Firms that have not previously filed on EDGAR will need to obtain EDGAR access credentials well in advance of their applicable deadline. Paper submissions of annual reports are no longer accepted by the SEC under amended Rule 17a-5(d)(6)(i).
Action Steps:
- Determine your applicable EDGAR/XBRL filing deadline based on net capital requirements
- If not already registered, obtain EDGAR access credentials via Form ID submission on SEC.gov
- Engage your financial reporting team to assess XBRL tagging capabilities and system requirements
- Do not wait until 2027 to test EDGAR submission workflows—build the process now
Section 04
The Complete Rule Calendar: Quick-Reference Table
Use this table to map every key regulatory date directly to your firm's compliance planning calendar.
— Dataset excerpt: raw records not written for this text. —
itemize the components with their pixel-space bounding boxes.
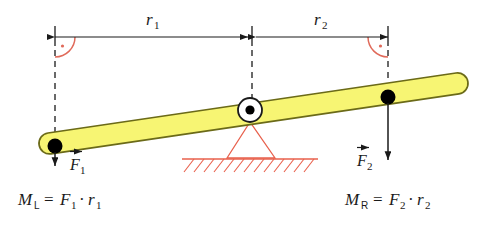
left-eq-force: F [59,190,71,209]
f1-subscript: 1 [80,164,86,176]
right-force-point [381,90,396,105]
f2-subscript: 2 [367,160,373,172]
lever-diagram-canvas: r 1 r 2 [0,0,490,225]
force-labels: F 1 F 2 [69,148,373,177]
left-eq-radius: r [88,190,95,209]
pivot [238,98,262,122]
right-eq-radius: r [417,190,424,209]
r1-label: r [146,10,153,29]
pivot-center-dot [245,105,254,114]
right-angle-markers [55,37,388,57]
right-moment-equation: M R = F 2 · r 2 [344,190,431,211]
left-eq-force-sub: 1 [71,199,77,211]
f2-label: F [356,152,367,169]
left-eq-moment-sub: L [34,200,40,211]
right-eq-moment: M [344,190,360,209]
left-eq-equals: = [44,190,54,209]
right-eq-radius-sub: 2 [425,199,431,211]
right-eq-equals: = [373,190,383,209]
left-eq-moment: M [17,190,33,209]
hatch-strokes [184,159,314,172]
r1-subscript: 1 [154,19,160,31]
right-angle-arc-right [368,37,388,57]
left-eq-dot: · [79,190,85,209]
lever-diagram: r 1 r 2 [0,0,490,225]
right-angle-arc-left [55,37,75,57]
dimension-labels: r 1 r 2 [146,10,328,31]
f1-label: F [69,156,80,173]
left-moment-equation: M L = F 1 · r 1 [17,190,102,211]
left-force-point [48,139,63,154]
r2-subscript: 2 [322,19,328,31]
right-eq-force: F [388,190,400,209]
left-eq-radius-sub: 1 [96,199,102,211]
right-angle-dot-right [379,44,382,47]
right-angle-dot-left [61,44,64,47]
ground-hatching [182,159,318,172]
right-eq-force-sub: 2 [400,199,406,211]
r2-label: r [314,10,321,29]
right-eq-dot: · [408,190,414,209]
right-eq-moment-sub: R [361,200,368,211]
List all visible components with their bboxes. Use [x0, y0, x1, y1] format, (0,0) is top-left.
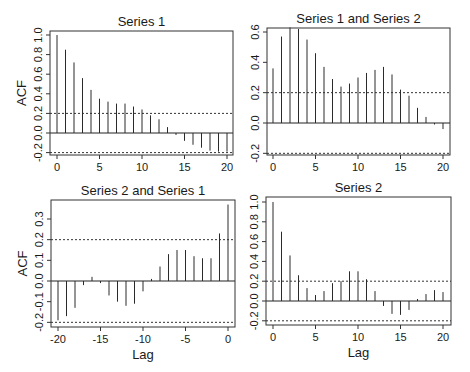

| Deadline | Rule / Requirement | Who Is Affected | Key Obligation | Status |
|---|---|---|---|---|
| Jun 3, 2026 | Reg S-P Amendments | Smaller broker-dealers; RIAs under $1.5B AUM | Written incident response program; prompt customer breach notification | NOW DUE |
| Jun 30, 2026 | SEC Rule 15c3-3 Daily Reserve Computation | Certain broker-dealers required to compute daily | Daily customer protection reserve formula computation; updated SLS reporting | NOW DUE |
| Jan 2, 2026 (Active) | FINRA SLATE Rule 6500 Series | Broker-dealers entering into securities loans | Same-day reporting of securities loan terms to SLATE; become a SLATE Participant | IN EFFECT |
| Mar 17, 2026 (Active) | SEC-CFTC Joint Crypto Interpretive Release | Broker-dealers, ATSs, crypto-active firms | Clarified application of federal securities laws to cryptoassets; custody and net capital implications | IN EFFECT |
| Pending SEC Review | FINRA Rule 2210 Proposed Amendment | All FINRA member firms | Permit projected performance and targeted returns in certain member communications | PROPOSED |
| Pending SEC Review | FINRA Outside Business Activities Rule Proposal | All member firms with registered representatives | Streamlined OBA/PST disclosure and approval requirements for registered representatives | PROPOSED |
| Jun 30, 2027 | EDGAR / XBRL Annual Report Filing | BDs with $250K+ minimum net capital requirement | Annual reports must be filed on EDGAR as XBRL-tagged Interactive Data Files | UPCOMING |
| Jan 1, 2028 | FinCEN Investment Adviser AML/CFT Rule | SEC-registered RIAs and exempt reporting advisers | AML programs, SAR filing, customer due diligence, recordkeeping under Bank Secrecy Act | UPCOMING |
| Jun 30, 2029 | EDGAR / XBRL Annual Report Filing | BDs below $250K minimum net capital threshold | Annual reports must be filed on EDGAR as XBRL-tagged Interactive Data Files | UPCOMING |
The MCG Perspective
The Regulatory Calendar Does Not Pause—And Neither Should You
The June 2026 deadline convergence is a preview of what the next 18 months look like. Regulation S-P is here. Daily reserve computation is here. SLATE is already running. And behind those, FinCEN's investment adviser AML rule, EDGAR XBRL requirements, and an evolving digital asset regulatory framework are all moving toward enforcement dates.
The firms that will navigate this environment best are not the ones who scramble to meet each deadline—they are the ones who treat the regulatory calendar as a compliance program planning tool, not a countdown to crisis. MCG Consulting helps financial firms get ahead of what is coming and stay ahead of what is already here.
Don't Let a Deadline Catch You Off Guard.
MCG Consulting helps firms build compliance programs that stay ahead of the calendar, not scramble to catch up after the deadline has passed.